“There’s no way I can tell her I’m going to Mexico. She’ll flip her lid!”
“Here, gimme.”
Mimi plucked the phone out of my hand.
“Mimi! Stop!” I yelped and strained against my seatbelt to try and grab my phone back. Mimi leaned over to the window and answered it.
“Hello?” She held up her hand to shush me. I shushed, if only to get one of her hands back on the steering wheel.
“Hi Mrs. Quoyle. No, this is Mimi. One of Jessica’s roommates?”
I was dying inside, gripping my knees so that I wouldn’t be tempted to open the door and throw myself into traffic. My mom would kill me if she knew I was going on a trip and I hadn’t told her about it. Mimi grinned at me, driving with her fingernails tapping on the wheel.
“Yes, I understand. She’s very busy with her studies and she asked me to take her cell phone away so that she wouldn’t be distracted. If it’s an emergency, I can tell her—”

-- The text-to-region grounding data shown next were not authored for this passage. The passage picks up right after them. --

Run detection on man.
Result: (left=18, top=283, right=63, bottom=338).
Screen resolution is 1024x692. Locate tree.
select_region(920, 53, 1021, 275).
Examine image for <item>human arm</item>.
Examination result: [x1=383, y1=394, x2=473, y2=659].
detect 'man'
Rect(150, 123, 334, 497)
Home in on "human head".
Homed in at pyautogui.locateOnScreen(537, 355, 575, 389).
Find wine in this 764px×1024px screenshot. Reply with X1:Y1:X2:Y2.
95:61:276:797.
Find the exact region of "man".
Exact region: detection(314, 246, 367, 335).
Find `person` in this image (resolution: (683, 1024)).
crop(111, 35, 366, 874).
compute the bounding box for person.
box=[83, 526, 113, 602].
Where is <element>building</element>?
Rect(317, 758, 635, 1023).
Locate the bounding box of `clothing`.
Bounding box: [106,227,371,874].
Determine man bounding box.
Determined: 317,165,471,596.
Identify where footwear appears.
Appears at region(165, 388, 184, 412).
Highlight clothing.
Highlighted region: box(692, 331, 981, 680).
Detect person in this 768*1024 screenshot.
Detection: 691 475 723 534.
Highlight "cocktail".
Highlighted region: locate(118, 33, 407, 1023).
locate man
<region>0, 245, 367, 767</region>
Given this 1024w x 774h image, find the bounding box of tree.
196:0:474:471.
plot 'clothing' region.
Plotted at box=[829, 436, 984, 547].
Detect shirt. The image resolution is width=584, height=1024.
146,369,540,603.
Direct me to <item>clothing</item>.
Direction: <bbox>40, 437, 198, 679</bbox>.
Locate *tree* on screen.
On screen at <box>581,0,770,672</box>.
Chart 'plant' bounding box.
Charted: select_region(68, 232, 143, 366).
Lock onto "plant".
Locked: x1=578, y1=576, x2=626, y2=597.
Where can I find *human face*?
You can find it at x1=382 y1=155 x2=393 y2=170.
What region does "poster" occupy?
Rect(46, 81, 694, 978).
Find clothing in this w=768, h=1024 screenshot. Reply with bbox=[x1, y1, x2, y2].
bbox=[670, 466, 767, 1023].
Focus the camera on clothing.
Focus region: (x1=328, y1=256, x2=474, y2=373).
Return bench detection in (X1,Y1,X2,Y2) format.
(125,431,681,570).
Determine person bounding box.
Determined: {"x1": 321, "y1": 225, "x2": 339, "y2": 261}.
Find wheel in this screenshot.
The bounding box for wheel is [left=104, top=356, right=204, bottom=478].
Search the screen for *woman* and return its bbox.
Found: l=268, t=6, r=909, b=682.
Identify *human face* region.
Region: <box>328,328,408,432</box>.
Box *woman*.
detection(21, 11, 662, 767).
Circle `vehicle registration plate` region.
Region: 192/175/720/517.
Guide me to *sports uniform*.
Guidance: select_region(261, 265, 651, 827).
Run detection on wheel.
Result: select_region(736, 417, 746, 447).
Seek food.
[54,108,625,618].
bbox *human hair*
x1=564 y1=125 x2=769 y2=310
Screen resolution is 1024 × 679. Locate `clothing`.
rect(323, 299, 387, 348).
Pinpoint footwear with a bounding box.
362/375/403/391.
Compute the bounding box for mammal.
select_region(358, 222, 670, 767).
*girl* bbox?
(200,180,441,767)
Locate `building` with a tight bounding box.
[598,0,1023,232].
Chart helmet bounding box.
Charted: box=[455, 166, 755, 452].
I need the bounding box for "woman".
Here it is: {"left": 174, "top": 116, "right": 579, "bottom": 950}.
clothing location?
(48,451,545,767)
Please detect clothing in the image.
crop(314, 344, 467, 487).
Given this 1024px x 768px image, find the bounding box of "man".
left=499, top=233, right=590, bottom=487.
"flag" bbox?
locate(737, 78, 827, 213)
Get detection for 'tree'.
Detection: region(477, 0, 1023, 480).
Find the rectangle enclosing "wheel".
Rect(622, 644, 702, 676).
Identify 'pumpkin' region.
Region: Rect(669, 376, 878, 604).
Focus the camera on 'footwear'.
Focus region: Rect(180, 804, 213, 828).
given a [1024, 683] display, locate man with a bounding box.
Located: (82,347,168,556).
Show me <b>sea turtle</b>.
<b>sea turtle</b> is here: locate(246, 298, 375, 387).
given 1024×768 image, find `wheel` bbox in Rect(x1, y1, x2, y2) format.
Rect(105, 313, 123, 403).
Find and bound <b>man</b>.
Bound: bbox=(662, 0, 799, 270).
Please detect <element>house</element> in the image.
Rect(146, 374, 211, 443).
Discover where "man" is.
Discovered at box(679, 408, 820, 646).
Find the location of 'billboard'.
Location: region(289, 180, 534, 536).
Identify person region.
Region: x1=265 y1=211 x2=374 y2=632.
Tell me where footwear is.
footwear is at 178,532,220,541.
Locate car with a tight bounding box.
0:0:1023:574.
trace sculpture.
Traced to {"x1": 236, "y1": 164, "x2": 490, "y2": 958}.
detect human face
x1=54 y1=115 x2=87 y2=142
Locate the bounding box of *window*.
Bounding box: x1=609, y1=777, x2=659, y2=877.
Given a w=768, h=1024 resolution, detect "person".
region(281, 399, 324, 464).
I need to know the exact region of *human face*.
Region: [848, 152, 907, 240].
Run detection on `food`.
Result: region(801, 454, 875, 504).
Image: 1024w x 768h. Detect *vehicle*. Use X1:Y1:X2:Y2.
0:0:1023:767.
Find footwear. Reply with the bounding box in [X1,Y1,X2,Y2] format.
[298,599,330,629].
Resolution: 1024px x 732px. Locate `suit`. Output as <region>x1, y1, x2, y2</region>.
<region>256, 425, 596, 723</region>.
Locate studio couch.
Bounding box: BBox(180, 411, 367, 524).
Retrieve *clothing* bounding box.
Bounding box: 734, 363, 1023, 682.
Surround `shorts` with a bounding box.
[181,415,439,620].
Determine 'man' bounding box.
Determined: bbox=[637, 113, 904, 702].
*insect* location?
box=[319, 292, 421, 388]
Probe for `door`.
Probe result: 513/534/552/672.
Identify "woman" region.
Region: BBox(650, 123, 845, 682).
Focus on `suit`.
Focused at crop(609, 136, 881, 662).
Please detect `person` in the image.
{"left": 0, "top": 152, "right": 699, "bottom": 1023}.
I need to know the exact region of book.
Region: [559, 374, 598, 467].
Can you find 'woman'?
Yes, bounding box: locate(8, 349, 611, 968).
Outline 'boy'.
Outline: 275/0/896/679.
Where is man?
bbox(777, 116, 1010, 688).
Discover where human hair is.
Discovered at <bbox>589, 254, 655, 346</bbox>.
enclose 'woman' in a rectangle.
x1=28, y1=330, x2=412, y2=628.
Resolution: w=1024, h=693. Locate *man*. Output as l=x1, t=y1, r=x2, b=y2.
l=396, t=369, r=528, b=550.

In the back, April and James were cracking up with stifled laughter. I glared back at them.
“No? Okay. Would you like me to tell her to call you back? She’s studying for the rest of the day, but she should be back from the library before midnight.”
April snorted, and James smacked her on the shoulder to shut her up.
“Great. Thanks, Mrs. Quoyle!”
Mimi hung up the phone and tossed it back into my lap.
“What did she say?” I said.
“She said that she’s very proud of you for avoiding distractions while you study,” Mimi said, a mock serious look on her face.
“You lied to her,” I said, staring down at the phone.
“Well, duh.”
“You… you lied to her.” I had to admit that I had never before considered lying to my mom.
“What did you want me to do, tell her we were going to Tijuana to slam down as many margaritas as we could?”
“I… no… but what if something happens? She’ll go crazy if she doesn’t know where I am!”
In the back, April was hooting laughter.
“Where you are?” Mimi said. “You’re in the library. You’re studying for your tests. Just like you wanted to be. Or did you want me to call her back and tell her you’re busy reading Tied up by the Rogue Duke?” She had an evil glint in her eye, and I didn’t doubt for a second she would do it.
“No! But—”
“Come on, Jess,” April said. “We’ll be back in a couple of days. You can call her tomorrow if you really want to.”
“Okay,” I said, sighing and staring down at my phone. It felt like I was doing something very, very wrong. But then again, that was supposed to be half the fun.
Right?
Chapter Three
Vale
I walked into the Los Angeles airport behind a young guy in a suit. He looked more nervous than Dan always looked when we talked about killing people. I wondered if Ten had told him about me.
The suit led me through the airport and past one of the security doors into a small office. There were two chairs and a dingy desk.
This is where Ten would meet me? Figures.
“Wait here,” the nervous guy said. He left me in the office and locked the door behind me.
“I hate waiting,” I said to nobody in particular. I took a few paces back and forth before the walls of the office grew boring. God, Ten was something else. Making me come here in the middle of brunch to wait for his sorry ass? This had better be a good mission.
I sat down in the chair and fished into my pocket. Half a joint left. I lit up just as I heard the door opening behind me. Ten walked in, grimacing at the cloud of smoke I blew toward the ceiling.
“Is that pot?” Ten asked.
“Might be.”
Ten sat behind the desk. He’d gotten stronger since the last time I’d seen him, and he’d cut his unruly mop of hair. Maybe he’d met a girl.
“Thanks for bringing that in here,” he said.
“No problem.”
“You know, some of us get randomly drug tested at our jobs.”
“Yeah, well, sorry you have a shitty job,” I said, taking another drag. The buzz was light. “You shouldn’t have made me wait.”
Ten frowned, as if deciding whether or not to go after me on this, and then decided it wasn’t worth it. He shoved a manila folder across the desk. I picked it up.
“This your new boyfriend?” I asked. The mug shot staring out at me from the file was decidedly one of the ugliest faces I’d ever seen. A bald Mexican dude, maybe forty years old, with a nasty scar running down the left side of his face and a thick black mustache like a bushy caterpillar across his upper lip.
“He’s your new boyfriend,” Ten said.